OSPREY The First 6 Months

The first six months of OSPREY focused on understanding the scale and complexity of online experiences by elected officials and police members, and the broader landscape of current laws, regulations and practices.  

Mapping the Legal Landscape

Developing effective solutions to online harms requires a solid understanding of the law. Led by PROTECT (formerly CPI), OSPREY conducted a detailed analysis of legislation, policy, and regulatory frameworks across the EU and partner countries, identifying where protections for public-facing professionals (PFPs) exist, where gaps remain, and what remedies are available across five categories of harmful online conduct. Results show a lack of unified jurisdiction for PFP-targeted digital offences, limited mechanisms for platform accountability outside the EU’s DSA framework, uneven criminalisation of doxxing and NCII/deepfake conduct across jurisdictions and fragmentation of responsibilities to respond. 

 
Mapping the Knowledge Landscape 
OSPREY conducted a systematic review of the current knowledge landscape. Led by CENTRIC, the systematic synthesis of existing research on online harms against PFPs offered valuable insights for the project. With a focus on academic and non-academic sources, such as publications from governments, organisations, and charities, the review highlighted the scale and nature of online harms against PFPs. The review also uncovered gaps in the literature and our collective knowledge, particularly around online harms towards police officers and staff. 

First-hand Reports  
To understand online experiences first-hand, OSPREY partners conducted in-depth interviews with politicians, police officers/staff, as well as investigators and managers across nine countries. The first-hand reports identified the complexity of the online threat and harms landscape, across a wide range of channels and forms. From the information, OSPREY created an online harms taxonomy against PFPs, with sub-taxonomies that outline specific harm types in politics and policing, and an architecture for its technical solutions. 
 
Library of Current and Best Practices 
In parallel, OSPREY also started building its Library of Current and Best Practices, drawing together approaches for the prevention, mitigation and investigation of online harms, as well as approaches for support and wellbeing.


### TASK DIRECTIONS
Retype the data that follows exactly. No pictures belong in the copy.

### EXTRACTED DATA
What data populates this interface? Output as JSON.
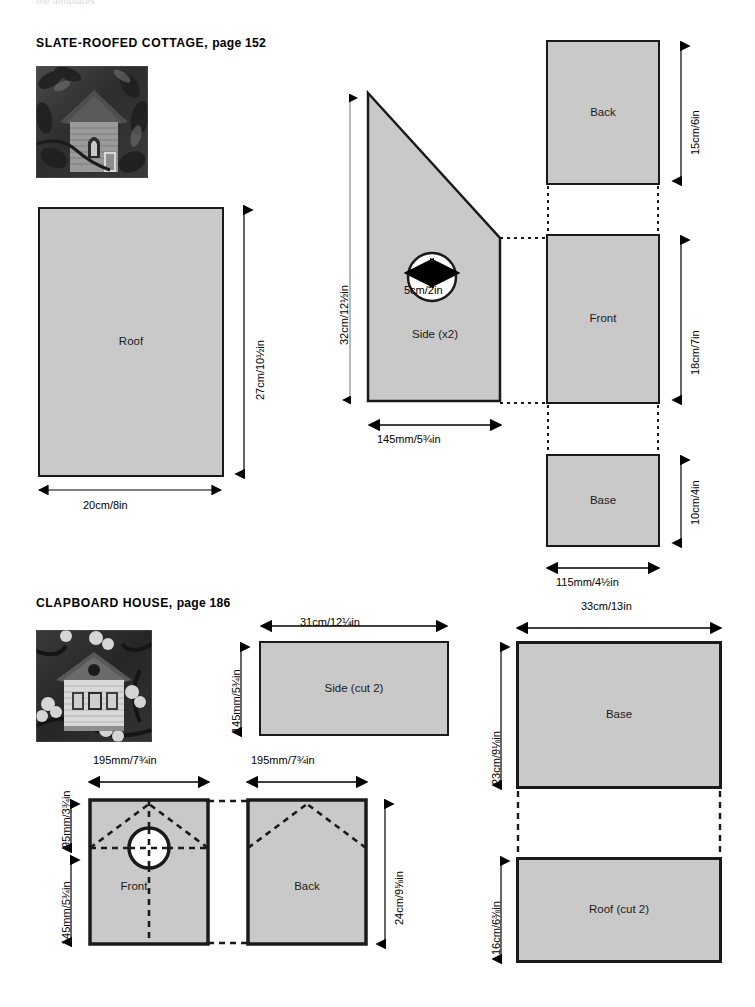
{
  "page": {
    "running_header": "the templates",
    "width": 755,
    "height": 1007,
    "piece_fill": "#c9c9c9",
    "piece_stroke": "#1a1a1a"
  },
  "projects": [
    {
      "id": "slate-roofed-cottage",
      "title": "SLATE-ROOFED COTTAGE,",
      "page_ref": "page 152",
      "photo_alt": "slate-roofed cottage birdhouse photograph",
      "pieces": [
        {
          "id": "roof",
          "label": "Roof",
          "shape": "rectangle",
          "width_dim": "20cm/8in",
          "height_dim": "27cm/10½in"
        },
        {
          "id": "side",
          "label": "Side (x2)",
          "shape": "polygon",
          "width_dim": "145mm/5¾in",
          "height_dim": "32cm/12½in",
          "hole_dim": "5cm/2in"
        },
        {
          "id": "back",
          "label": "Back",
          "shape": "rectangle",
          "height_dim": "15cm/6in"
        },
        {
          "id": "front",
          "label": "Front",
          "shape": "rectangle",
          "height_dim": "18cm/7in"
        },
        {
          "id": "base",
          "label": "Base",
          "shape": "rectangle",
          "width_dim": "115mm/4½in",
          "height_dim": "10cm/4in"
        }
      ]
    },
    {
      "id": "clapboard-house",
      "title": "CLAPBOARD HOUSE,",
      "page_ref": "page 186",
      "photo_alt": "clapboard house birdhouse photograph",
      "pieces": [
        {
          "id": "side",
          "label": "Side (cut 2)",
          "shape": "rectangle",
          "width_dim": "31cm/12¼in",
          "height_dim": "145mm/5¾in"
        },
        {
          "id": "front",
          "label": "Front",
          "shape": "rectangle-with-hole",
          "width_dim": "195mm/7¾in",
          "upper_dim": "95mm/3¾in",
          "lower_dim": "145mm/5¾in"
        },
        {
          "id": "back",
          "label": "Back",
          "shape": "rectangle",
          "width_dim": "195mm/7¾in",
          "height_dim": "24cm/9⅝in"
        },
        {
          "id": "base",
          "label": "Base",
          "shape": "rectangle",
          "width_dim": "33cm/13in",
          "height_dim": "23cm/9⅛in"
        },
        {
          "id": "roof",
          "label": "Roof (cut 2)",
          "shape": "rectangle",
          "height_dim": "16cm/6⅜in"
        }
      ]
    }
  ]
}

### ANSWER FOR THE TASK
What data populates this interface? Output as JSON.
{
  "page": {
    "running_header": "the templates",
    "width": 755,
    "height": 1007,
    "piece_fill": "#c9c9c9",
    "piece_stroke": "#1a1a1a"
  },
  "projects": [
    {
      "id": "slate-roofed-cottage",
      "title": "SLATE-ROOFED COTTAGE,",
      "page_ref": "page 152",
      "photo_alt": "slate-roofed cottage birdhouse photograph",
      "pieces": [
        {
          "id": "roof",
          "label": "Roof",
          "shape": "rectangle",
          "width_dim": "20cm/8in",
          "height_dim": "27cm/10½in"
        },
        {
          "id": "side",
          "label": "Side (x2)",
          "shape": "polygon",
          "width_dim": "145mm/5¾in",
          "height_dim": "32cm/12½in",
          "hole_dim": "5cm/2in"
        },
        {
          "id": "back",
          "label": "Back",
          "shape": "rectangle",
          "height_dim": "15cm/6in"
        },
        {
          "id": "front",
          "label": "Front",
          "shape": "rectangle",
          "height_dim": "18cm/7in"
        },
        {
          "id": "base",
          "label": "Base",
          "shape": "rectangle",
          "width_dim": "115mm/4½in",
          "height_dim": "10cm/4in"
        }
      ]
    },
    {
      "id": "clapboard-house",
      "title": "CLAPBOARD HOUSE,",
      "page_ref": "page 186",
      "photo_alt": "clapboard house birdhouse photograph",
      "pieces": [
        {
          "id": "side",
          "label": "Side (cut 2)",
          "shape": "rectangle",
          "width_dim": "31cm/12¼in",
          "height_dim": "145mm/5¾in"
        },
        {
          "id": "front",
          "label": "Front",
          "shape": "rectangle-with-hole",
          "width_dim": "195mm/7¾in",
          "upper_dim": "95mm/3¾in",
          "lower_dim": "145mm/5¾in"
        },
        {
          "id": "back",
          "label": "Back",
          "shape": "rectangle",
          "width_dim": "195mm/7¾in",
          "height_dim": "24cm/9⅝in"
        },
        {
          "id": "base",
          "label": "Base",
          "shape": "rectangle",
          "width_dim": "33cm/13in",
          "height_dim": "23cm/9⅛in"
        },
        {
          "id": "roof",
          "label": "Roof (cut 2)",
          "shape": "rectangle",
          "height_dim": "16cm/6⅜in"
        }
      ]
    }
  ]
}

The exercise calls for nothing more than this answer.